Donald Trump’s relationship to the GOP donor class has always been fraught, but lately it’s getting less so thanks to Sleepy Joe Biden’s endless idiocy on a range of policy issues — from Israel, the border, to the economy and crime — and how all this combined seems to be handing the 2024 election to the four-times indicted orange man.
Yes, Biden is feeble and highly unpopular for doing a horrific job over the past four years, but he does bring some advantages to the November race, apart from Trump’s manifold legal woes.
Much of it involves money and possibly until now Trump’s difficulty in raising it from GOP megadonors.
Consider what I first reported last week: Billionaire Citadel investment chief Ken Griffin, who had backed Nikki Haley during the primaries, is likely sitting out the presidential election because he’s not a fan of Trump’s 2020 election denialism and divisiveness, people close to him tell me.
Griffin is said to be focusing his dough on Senate seats since the GOP has a decent chance of winning the upper chamber and some House races.
Another billionaire GOP donor, Steve Schwarzman of the Blackstone group private equity firm, hasn’t decided what he might do in the presidential race and that’s telling because he was once close to Trump and served on his business advisory council.
He, too, is concerned by Trump’s style.
But polls do matter to the GOP money men (and women) — they work in big business and finance, so they have a vested interest in cozying up to a Trump regulatory state.
When you combine better Trump polling with Biden’s political and policy faults, it is just easier for the Republican donor class, once reluctant to embrace Trump, to make amends with him, several have recently told me.
I can’t tell you if Griffin will ever have a change of heart or Schwarzman will come back into Trumpland; they are certainly no fans of the Biden status quo and Trump will be wooing them.
But increasingly, many other Trump-hating GOP money guys believe a second Biden term would mark a dangerous turning point for the country, not just because he might not make it and we will have a ninny like Kamala Harris running the show.
They believe Biden, if given four more years, will fully embrace his inner progressive.
No tax rate will be high enough; Israel will be forced to capitulate to terrorists because he’s so beholden to the left wing of his party.
“I see GOP donors who personally hated Trump saying they’re coming back into the fold,” said one high-rolling Republican donor who was courted to throw a couple hundred grand to the Donald’s Palm Beach fundraiser hosted by hedge funder John Paulson.
“Based on what I’m seeing in terms of who’s giving money, the Palm Beach thing will be a blowout. If the trends continue, money won’t be a problem for Trump, trust me on this.”
Saturday’s event is expected to bring in at least $43 million.
That would be nearly twice the haul Biden had for his tone-deaf money grab two weeks ago at Radio City Music Hall, where Sleepy Joe & Co (Bill Clinton, Barack Obama, Stephen Colbert emceeing) raised around $26 million, clogged up traffic in Midtown, and dissed New York’s Finest who were mourning the death of Jonathan Diller, the NYPD officer slain while making a routine traffic stop.
Bad optics
The Biden-Radio City powwow was held the same day as Diller’s wake.
Yes, horrible optics and limousine liberalism at its worst.
But it did underscore the differences between the two major parties and the two men running them.
While Biden was whooping it up, Trump attended Diller’s wake, speaking forcefully about the need to control the crime that has ravaged major cities run by lefty-Dem prosecutors and public officials looking to defund the police and empty the jails.
“That was brilliant counterprogramming by Trump,” said another Trump-skeptic GOP political adviser.
Knowing what I know about Trump — the ugly side and the side that is very good — I believe counterprogramming wasn’t his real motivation for attending.
Biden, the moderate-turned-progressive, is the least authentic major politician in America; when he’s not raging over relatively little, he’s fumbling his lines.
When he’s not fumbling his lines, he’s reading them robotically.
Trump is authenticity on steroids and doesn’t need a shot of Adderall to make it through a State of the Union speech or attend a wake and speak from the heart.
You can tell he meant it when he said that Officer Diller’s killing “was sad, horrible in so many ways,” paid tribute to Diller’s wife, family and scores of the NYPD’s Finest who attended the service — while vowing to sign legislation that imposes the death penalty on anyone who murders a cop, and ending the lunacy of the defund movement, all the soft-on-crime policies advocated by the party of Biden.
Sure, the GOP money guys have their misgivings about the orange man, but those words are going a long way to bringing them back because the alternative is so much worse — as the last four years have demonstrated.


_Task to carry out_. Everything from the line containing "The image size" to the last line of the listing below should be restated exactly, both ends included, with nothing added and the pictures omitted.

_Provided data_.
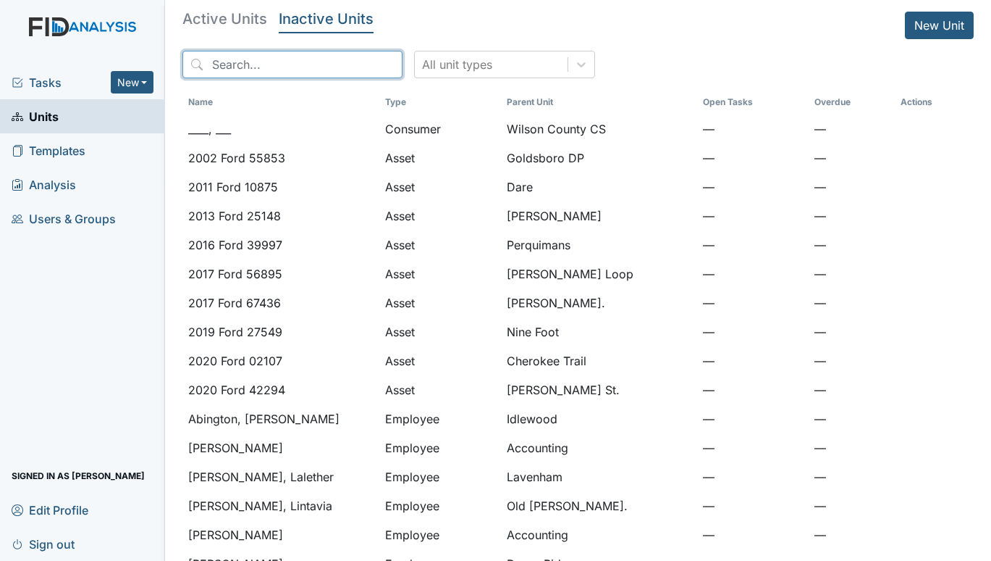  I want to click on span: Edit Profile, so click(50, 509).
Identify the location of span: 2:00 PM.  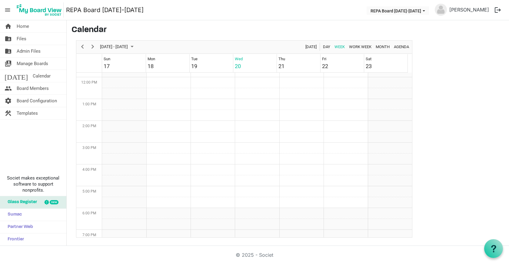
(89, 126).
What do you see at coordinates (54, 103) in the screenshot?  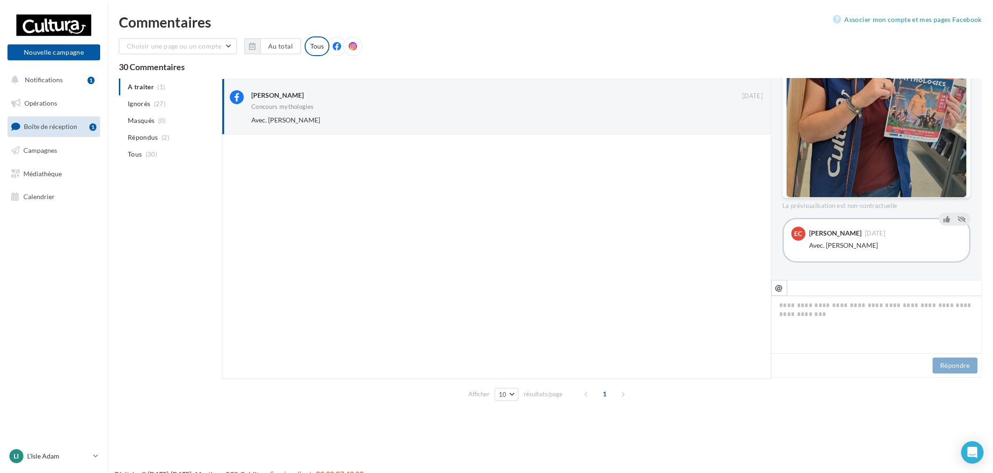 I see `a: Opérations` at bounding box center [54, 103].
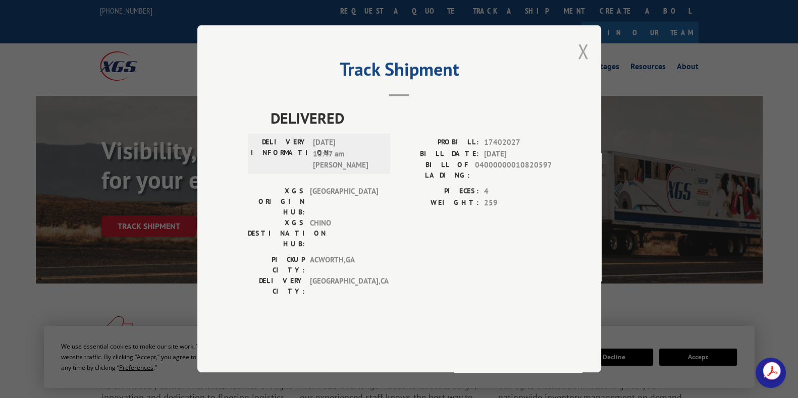  I want to click on label: DELIVERY CITY:, so click(276, 287).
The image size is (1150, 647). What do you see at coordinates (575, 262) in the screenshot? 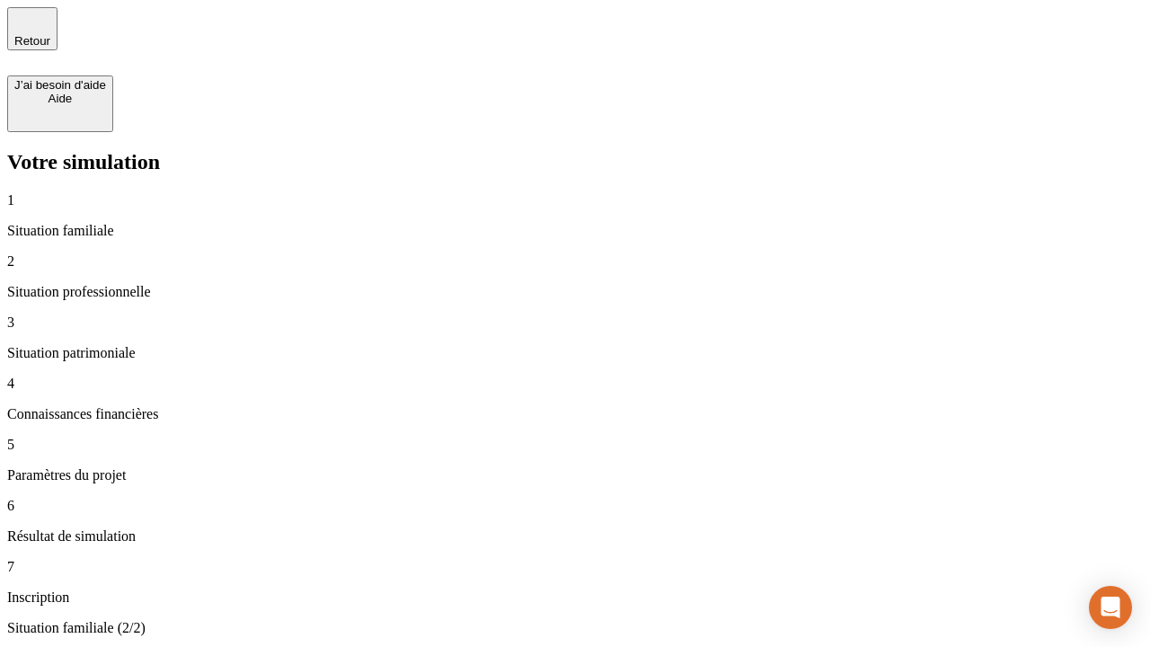
I see `p: 2` at bounding box center [575, 262].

_Output_.
The image size is (1150, 647). What do you see at coordinates (575, 262) in the screenshot? 
I see `p: 2` at bounding box center [575, 262].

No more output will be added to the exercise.